Summary
Originally two shops with dwellings above, with 43 later becoming an inn; in the late C20 the ground floors were united to create a large public bar. The pair of buildings date from the C16, with C19, C20, and C21 alterations.
Reasons for Designation
43 and 45 Westgate Street are listed at Grade II for the following principal reasons:
Architectural interest:
* as multi-phase buildings originating in the C16 with a significant proportion of historic fabric surviving from their principal periods of development;
* for the legibility of the building’s evolution, where the pair of timber-framed, jettied buildings were each re-fronted in the C19 to form polite facades, then united on the ground floor in the C20.
Historic interest:
* for the long and well-documented history of 43 as a public house serving the commercial thoroughfare;
* as one of an extensive group of listed buildings, which illustrate the historic development and commercial history of one of Gloucester’s principal streets.
History
Westgate Street has long represented a vital thoroughfare in Gloucester. It forms part of the cruciform arrangement of streets which sit in alignment with the original Roman street plan of the city. Of the four principal streets laid out, Westgate Street was particularly important, as it connected the centre of the city with the quays on the River Severn, and with the bridge over the river with road routes to the west into Wales. In the medieval period, Westgate Street formed part of the main commercial hub of the city.
43 and 45 Westgate Street originated in the C16 as two separate buildings. Number 43 is understood to have been a shop and dwelling, before becoming a public house. It dates from the mid-C16, with C19, C20, and C21 alterations. Number 45, also originally a shop and dwelling, dates from the early C16, with early C18, C20, and C21 alterations.
Licensing records show that number 43 had been established as a public house by 1680, and was originally called the Sword. By the mid-C19 it had been renamed the Spirit Vaults, then was later known as the Union Inn. In 1987 the bar was increased in size through its extension into the ground floor of number 45, adjacent. It was renamed the Tailors House soon afterwards: number 45 was once occupied by the tailor JS Pritchard who is said to have been the inspiration for Beatrix Potter’s book ‘The Tailor of Gloucester.’ The name reverted to the Union Inn in 2003, and in the 2010s was renamed the Sword Inn. The ground floor facades date from the late C20.
During the renovation of the adjacent building, 41 Westgate Street (listed at Grade II), the large box framing of the return elevation of the upper floors of number 43 was found to survive.
Details
43 and 45 Westgate Street, originating as domestic and commercial buildings in the C16, with later alterations.
MATERIALS: both buildings are timber framed with rendered facades. Number 43 has a tiled roof, and number 45 slate. Both have brick stacks.
PLAN: both buildings have linear plan forms and face north-east onto Westgate Street, running at right angles to the south-west.
EXTERIOR: number 43, on the left, is a single bay wide, of three storeys and a cellar. The principal elevation is the gable end of the pitched-roof building range. The first floor has a central, five-light, timber-framed casement, and on the second floor is a similar three-light casement. Most of the casement lights have a single, central, horizontal glazing bar. A plain bargeboard lines the gable.
Number 45, on the right, is three window bays wide and has three storeys and an attic. The polite façade conceals the gable-end of the earlier building. The upper floors are plain stuccoed, with a moulded crowning cornice and a parapet. Windows on the first and second floors are six-over-six sashes, and there is a three-over-six sash in the attic; all have architraves and projecting sills. The façade extends beyond the gable of the attic roof, and therefore the outer sashes on the third floor are false, painted on the blockwork. The central sash on the second floor is also false.
The ground floor facade of both sides of the building was remodelled in the late C20, creating a half-glazed, panelled frontage to the public bar; the doorway to the bar room is within number 45. On number 45, there is a C19 fascia, flanked by shaped brackets.
INTERIOR: a small lobby within the footprint of number 45 has joists and timbers which may relate to the original jettied façade; other timber within the front bays of both sides of the building also suggests the building line has been built out from the jetty.
The ground floor of number 43 is open plan and has occasional exposed posts and deep cross beams, some of which have been renewed. The bar runs along the left side and has an oak countertop and ornate front with carved panels with various foliate and geometric mouldings and masks. On the upper floors, the timber framing is almost entirely concealed by C20 linings. The cellar is mostly walled in brick, but some portions in stone rubble may be medieval.
The front two bays of number 45 form part of the bar room, where the party wall with number 43 has been removed. A single post of the timber frame remains, concealed by later cladding. There are exposed posts, beams, and joists, including some replacements and reinforcements. On the upper floors, the framing is mostly concealed behind C20 linings. The attic room in the wing at the rear has exposed, chamfered and jowelled corner posts to the gable-end wall, and part of an arched brace to the principal rafter on the west side of an intermediate truss, otherwise concealed within the roof space. There is an extensive cellar with C18 brick barrel vaults and some stone rubble walling which may be part of an earlier, medieval cellar.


▶ _The problem_:
Note how many lines in the entries below contain the string "Insecurity", and answer with that number and no other text.

(Supplied data begins)

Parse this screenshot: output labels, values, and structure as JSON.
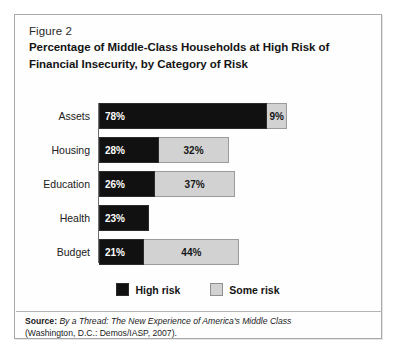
{
  "figure": {
    "number": "Figure 2",
    "title_line1": "Percentage of Middle-Class Households at High Risk of",
    "title_line2": "Financial Insecurity, by Category of Risk"
  },
  "legend": {
    "high_label": "High risk",
    "some_label": "Some risk"
  },
  "source": {
    "label": "Source:",
    "title": "By a Thread: The New Experience of America's Middle Class",
    "publication": "(Washington, D.C.: Demos/IASP, 2007)."
  },
  "colors": {
    "high_risk": "#111111",
    "some_risk": "#d2d2d2",
    "border": "#a8a8a8",
    "background": "#fefefe"
  },
  "chart_data": {
    "type": "bar",
    "orientation": "horizontal",
    "stacked": true,
    "title": "Percentage of Middle-Class Households at High Risk of Financial Insecurity, by Category of Risk",
    "xlabel": "",
    "ylabel": "",
    "xlim": [
      0,
      90
    ],
    "grid": false,
    "legend_position": "bottom-center",
    "categories": [
      "Assets",
      "Housing",
      "Education",
      "Health",
      "Budget"
    ],
    "series": [
      {
        "name": "High risk",
        "color": "#111111",
        "values": [
          78,
          28,
          26,
          23,
          21
        ],
        "labels": [
          "78%",
          "28%",
          "26%",
          "23%",
          "21%"
        ]
      },
      {
        "name": "Some risk",
        "color": "#d2d2d2",
        "values": [
          9,
          32,
          37,
          0,
          44
        ],
        "labels": [
          "9%",
          "32%",
          "37%",
          "",
          "44%"
        ]
      }
    ],
    "rows": [
      {
        "category": "Assets",
        "high": 78,
        "high_label": "78%",
        "some": 9,
        "some_label": "9%",
        "total": 87
      },
      {
        "category": "Housing",
        "high": 28,
        "high_label": "28%",
        "some": 32,
        "some_label": "32%",
        "total": 60
      },
      {
        "category": "Education",
        "high": 26,
        "high_label": "26%",
        "some": 37,
        "some_label": "37%",
        "total": 63
      },
      {
        "category": "Health",
        "high": 23,
        "high_label": "23%",
        "some": 0,
        "some_label": "",
        "total": 23
      },
      {
        "category": "Budget",
        "high": 21,
        "high_label": "21%",
        "some": 44,
        "some_label": "44%",
        "total": 65
      }
    ]
  }
}
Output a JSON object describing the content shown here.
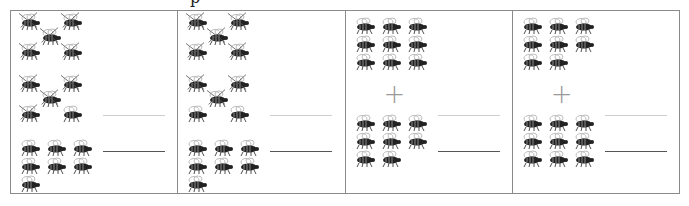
{
  "title_fragment": "p",
  "colors": {
    "border": "#8a8a8a",
    "bee_dark": "#222222",
    "bee_wing": "#bdbdbd",
    "plus": "#9a9a9a",
    "answer_line": "#555555",
    "hint_line": "#cfcfcf"
  },
  "plus_symbol": "+",
  "panels": [
    {
      "type": "subtraction",
      "total_top": 10,
      "crossed": 9,
      "bottom_count": 7
    },
    {
      "type": "subtraction",
      "total_top": 10,
      "crossed": 8,
      "bottom_count": 7
    },
    {
      "type": "addition",
      "top_count": 9,
      "bottom_count": 8
    },
    {
      "type": "addition",
      "top_count": 8,
      "bottom_count": 9
    }
  ]
}
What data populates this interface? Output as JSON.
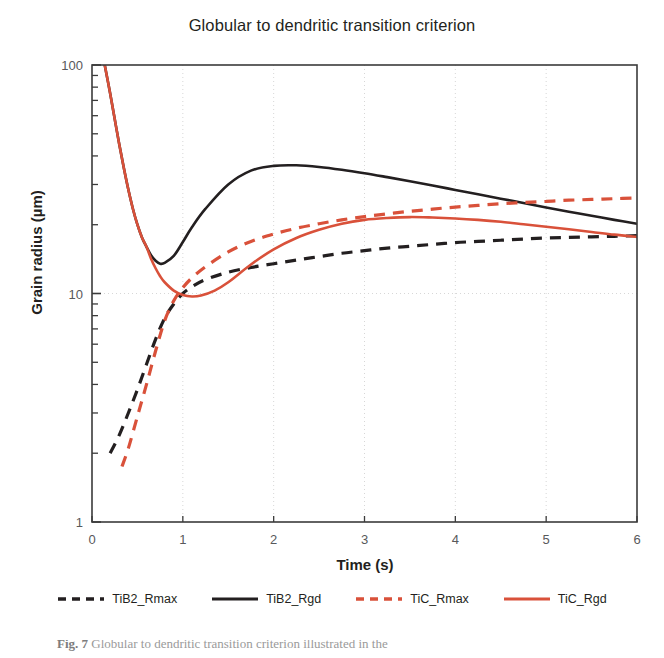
{
  "chart_data": {
    "type": "line",
    "title": "Globular to dendritic transition criterion",
    "xlabel": "Time (s)",
    "ylabel": "Grain radius (µm)",
    "xlim": [
      0,
      6
    ],
    "ylim": [
      1,
      100
    ],
    "yscale": "log",
    "xscale": "linear",
    "xticks": [
      "0",
      "1",
      "2",
      "3",
      "4",
      "5",
      "6"
    ],
    "xtick_values": [
      0,
      1,
      2,
      3,
      4,
      5,
      6
    ],
    "yticks": [
      "1",
      "10",
      "100"
    ],
    "ytick_values": [
      1,
      10,
      100
    ],
    "grid": "vertical dotted at x=1..5, horizontal dotted at y=10",
    "legend_position": "below-plot",
    "series": [
      {
        "name": "TiB2_Rmax",
        "color": "#231f20",
        "style": "dashed",
        "x": [
          0.2,
          0.3,
          0.4,
          0.5,
          0.6,
          0.7,
          0.8,
          0.9,
          1.0,
          1.1,
          1.25,
          1.5,
          1.75,
          2.0,
          2.25,
          2.5,
          2.75,
          3.0,
          3.25,
          3.5,
          3.75,
          4.0,
          4.25,
          4.5,
          4.75,
          5.0,
          5.25,
          5.5,
          5.75,
          6.0
        ],
        "y": [
          2.0,
          2.4,
          3.0,
          3.8,
          4.9,
          6.3,
          7.8,
          9.0,
          10.0,
          10.7,
          11.5,
          12.4,
          13.0,
          13.5,
          14.0,
          14.5,
          15.0,
          15.4,
          15.8,
          16.1,
          16.4,
          16.7,
          16.9,
          17.1,
          17.3,
          17.5,
          17.6,
          17.7,
          17.8,
          17.9
        ]
      },
      {
        "name": "TiB2_Rgd",
        "color": "#231f20",
        "style": "solid",
        "x": [
          0.14,
          0.2,
          0.25,
          0.3,
          0.35,
          0.4,
          0.45,
          0.5,
          0.55,
          0.6,
          0.65,
          0.7,
          0.75,
          0.8,
          0.9,
          1.0,
          1.1,
          1.25,
          1.5,
          1.75,
          2.0,
          2.25,
          2.5,
          2.75,
          3.0,
          3.25,
          3.5,
          3.75,
          4.0,
          4.25,
          4.5,
          4.75,
          5.0,
          5.25,
          5.5,
          5.75,
          6.0
        ],
        "y": [
          100.0,
          75.0,
          58.0,
          45.0,
          35.5,
          28.5,
          23.5,
          20.0,
          17.6,
          16.0,
          14.7,
          13.9,
          13.5,
          13.6,
          14.6,
          16.8,
          19.5,
          23.5,
          30.0,
          34.5,
          36.2,
          36.4,
          35.8,
          34.8,
          33.6,
          32.3,
          31.0,
          29.7,
          28.4,
          27.2,
          26.0,
          24.9,
          23.8,
          22.8,
          21.9,
          21.0,
          20.2
        ]
      },
      {
        "name": "TiC_Rmax",
        "color": "#d9513a",
        "style": "dashed",
        "x": [
          0.33,
          0.4,
          0.5,
          0.6,
          0.7,
          0.8,
          0.9,
          1.0,
          1.1,
          1.25,
          1.5,
          1.75,
          2.0,
          2.25,
          2.5,
          2.75,
          3.0,
          3.25,
          3.5,
          3.75,
          4.0,
          4.25,
          4.5,
          4.75,
          5.0,
          5.25,
          5.5,
          5.75,
          6.0
        ],
        "y": [
          1.75,
          2.1,
          2.9,
          4.0,
          5.6,
          7.6,
          9.3,
          10.6,
          11.7,
          13.1,
          15.2,
          16.9,
          18.2,
          19.3,
          20.2,
          21.0,
          21.7,
          22.3,
          22.9,
          23.4,
          23.9,
          24.3,
          24.7,
          25.0,
          25.3,
          25.6,
          25.8,
          26.0,
          26.2
        ]
      },
      {
        "name": "TiC_Rgd",
        "color": "#d9513a",
        "style": "solid",
        "x": [
          0.14,
          0.2,
          0.25,
          0.3,
          0.35,
          0.4,
          0.45,
          0.5,
          0.55,
          0.6,
          0.65,
          0.7,
          0.75,
          0.8,
          0.9,
          1.0,
          1.1,
          1.2,
          1.35,
          1.5,
          1.75,
          2.0,
          2.25,
          2.5,
          2.75,
          3.0,
          3.25,
          3.5,
          3.75,
          4.0,
          4.25,
          4.5,
          4.75,
          5.0,
          5.25,
          5.5,
          5.75,
          6.0
        ],
        "y": [
          100.0,
          75.0,
          58.0,
          45.0,
          35.5,
          28.5,
          23.5,
          20.0,
          17.6,
          16.0,
          14.2,
          12.9,
          11.9,
          11.2,
          10.3,
          9.85,
          9.7,
          9.8,
          10.3,
          11.2,
          13.4,
          15.6,
          17.5,
          19.0,
          20.2,
          21.0,
          21.4,
          21.6,
          21.5,
          21.3,
          21.0,
          20.6,
          20.1,
          19.6,
          19.1,
          18.6,
          18.1,
          17.7
        ]
      }
    ]
  },
  "legend": {
    "items": [
      {
        "label": "TiB2_Rmax",
        "color": "#231f20",
        "style": "dashed"
      },
      {
        "label": "TiB2_Rgd",
        "color": "#231f20",
        "style": "solid"
      },
      {
        "label": "TiC_Rmax",
        "color": "#d9513a",
        "style": "dashed"
      },
      {
        "label": "TiC_Rgd",
        "color": "#d9513a",
        "style": "solid"
      }
    ]
  },
  "caption": {
    "figure_number": "Fig. 7",
    "text": "Globular to dendritic transition criterion illustrated in the"
  }
}
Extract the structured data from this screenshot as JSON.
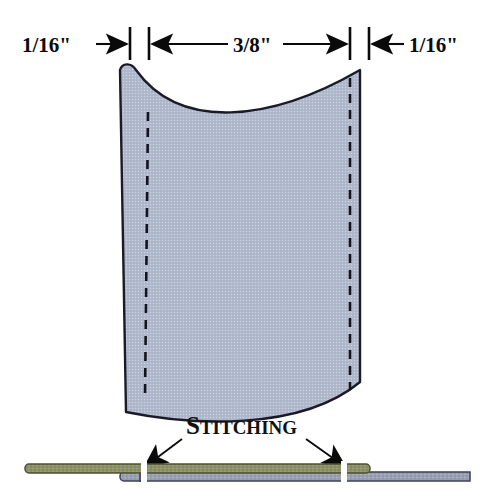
{
  "diagram": {
    "background_color": "#ffffff",
    "dimensions": {
      "left": {
        "label": "1/16\"",
        "numerator": "1",
        "denominator": "16",
        "unit": "\"",
        "arrow_direction": "right"
      },
      "center": {
        "label": "3/8\"",
        "numerator": "3",
        "denominator": "8",
        "unit": "\"",
        "arrow_direction": "both"
      },
      "right": {
        "label": "1/16\"",
        "numerator": "1",
        "denominator": "16",
        "unit": "\"",
        "arrow_direction": "left"
      }
    },
    "callout": {
      "label": "Stitching",
      "first_letter": "S",
      "rest": "TITCHING"
    },
    "fabric_panel": {
      "fill_color": "#b2bacd",
      "outline_color": "#1a1a28",
      "stitch_line_color": "#14141e",
      "stitch_line_style": "dashed",
      "left_stitch_x": 148,
      "right_stitch_x": 350
    },
    "cross_section": {
      "top_layer_color": "#8d9268",
      "top_layer_edge_color": "#4d5033",
      "bottom_layer_color": "#9aa1b2",
      "bottom_layer_edge_color": "#3c4050",
      "gap_color": "#ffffff",
      "gap_positions": [
        145,
        345
      ]
    },
    "colors": {
      "ink": "#0a0a0a",
      "fabric": "#b2bacd",
      "olive": "#8d9268",
      "gray_layer": "#9aa1b2"
    }
  }
}
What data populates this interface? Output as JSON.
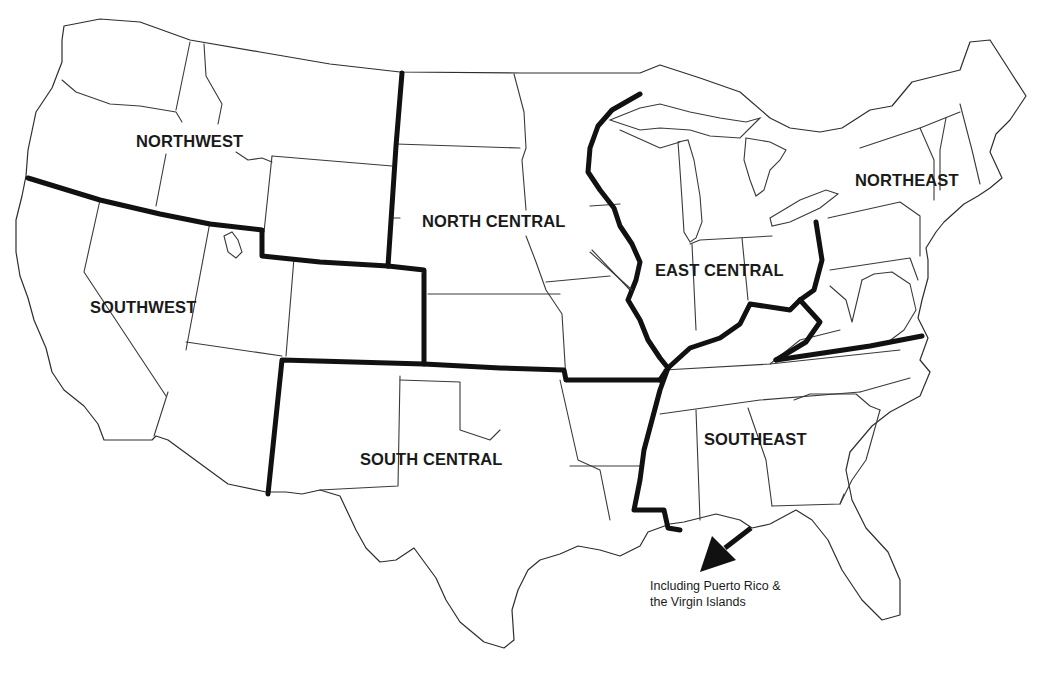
{
  "map": {
    "title": "",
    "type": "US regional map",
    "region_boundary_color": "#111111",
    "state_line_color": "#3a3a3a",
    "background": "#ffffff",
    "regions": [
      {
        "id": "northwest",
        "label": "NORTHWEST"
      },
      {
        "id": "southwest",
        "label": "SOUTHWEST"
      },
      {
        "id": "north_central",
        "label": "NORTH CENTRAL"
      },
      {
        "id": "south_central",
        "label": "SOUTH CENTRAL"
      },
      {
        "id": "east_central",
        "label": "EAST CENTRAL"
      },
      {
        "id": "northeast",
        "label": "NORTHEAST"
      },
      {
        "id": "southeast",
        "label": "SOUTHEAST"
      }
    ],
    "annotation": {
      "line1": "Including Puerto Rico &",
      "line2": "the Virgin Islands",
      "icon": "arrow-down-left-icon"
    }
  }
}
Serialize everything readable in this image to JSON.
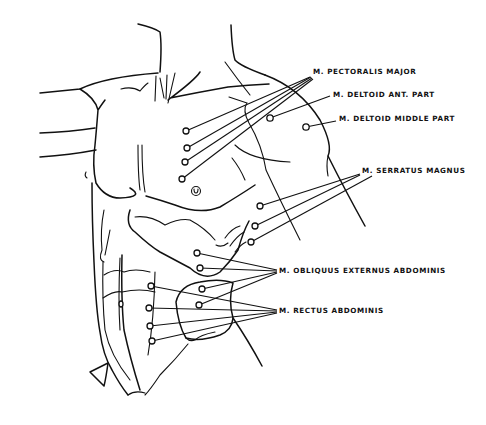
{
  "diagram": {
    "line_color": "#111111",
    "background": "#ffffff",
    "labels": [
      {
        "id": "pectoralis-major",
        "text": "M. PECTORALIS MAJOR",
        "x": 313,
        "y": 68
      },
      {
        "id": "deltoid-ant",
        "text": "M. DELTOID ANT. PART",
        "x": 333,
        "y": 91
      },
      {
        "id": "deltoid-middle",
        "text": "M. DELTOID MIDDLE PART",
        "x": 339,
        "y": 115
      },
      {
        "id": "serratus-magnus",
        "text": "M. SERRATUS MAGNUS",
        "x": 362,
        "y": 167
      },
      {
        "id": "obliquus-externus",
        "text": "M. OBLIQUUS EXTERNUS ABDOMINIS",
        "x": 279,
        "y": 267
      },
      {
        "id": "rectus-abdominis",
        "text": "M. RECTUS ABDOMINIS",
        "x": 279,
        "y": 307
      }
    ],
    "motor_points": {
      "pectoralis_major": [
        [
          186,
          131
        ],
        [
          187,
          148
        ],
        [
          185,
          162
        ],
        [
          182,
          179
        ]
      ],
      "deltoid_ant": [
        [
          270,
          118
        ]
      ],
      "deltoid_middle": [
        [
          306,
          127
        ]
      ],
      "serratus_magnus": [
        [
          260,
          206
        ],
        [
          255,
          226
        ],
        [
          251,
          242
        ]
      ],
      "obliquus_externus": [
        [
          197,
          253
        ],
        [
          200,
          268
        ],
        [
          202,
          289
        ],
        [
          199,
          305
        ]
      ],
      "rectus_abdominis": [
        [
          151,
          286
        ],
        [
          149,
          308
        ],
        [
          150,
          326
        ],
        [
          152,
          341
        ]
      ]
    },
    "navel_symbol": "u"
  }
}
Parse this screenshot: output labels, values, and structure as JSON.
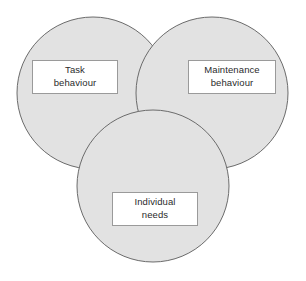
{
  "diagram": {
    "type": "venn-3-circle",
    "width": 306,
    "height": 281,
    "background_color": "#ffffff",
    "circle_fill_color": "#e2e2e2",
    "circle_stroke_color": "#6b6b6b",
    "label_box_fill": "#ffffff",
    "label_box_border": "#9a9a9a",
    "label_text_color": "#2b2b2b",
    "circles": [
      {
        "name": "task-behaviour-circle",
        "cx": 93,
        "cy": 93,
        "r": 76
      },
      {
        "name": "maintenance-behaviour-circle",
        "cx": 212,
        "cy": 93,
        "r": 76
      },
      {
        "name": "individual-needs-circle",
        "cx": 153,
        "cy": 186,
        "r": 76
      }
    ],
    "labels": {
      "task": {
        "line1": "Task",
        "line2": "behaviour"
      },
      "maintenance": {
        "line1": "Maintenance",
        "line2": "behaviour"
      },
      "individual": {
        "line1": "Individual",
        "line2": "needs"
      }
    }
  }
}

(Supplied data ends)

▶ _Output for this exercise_:
2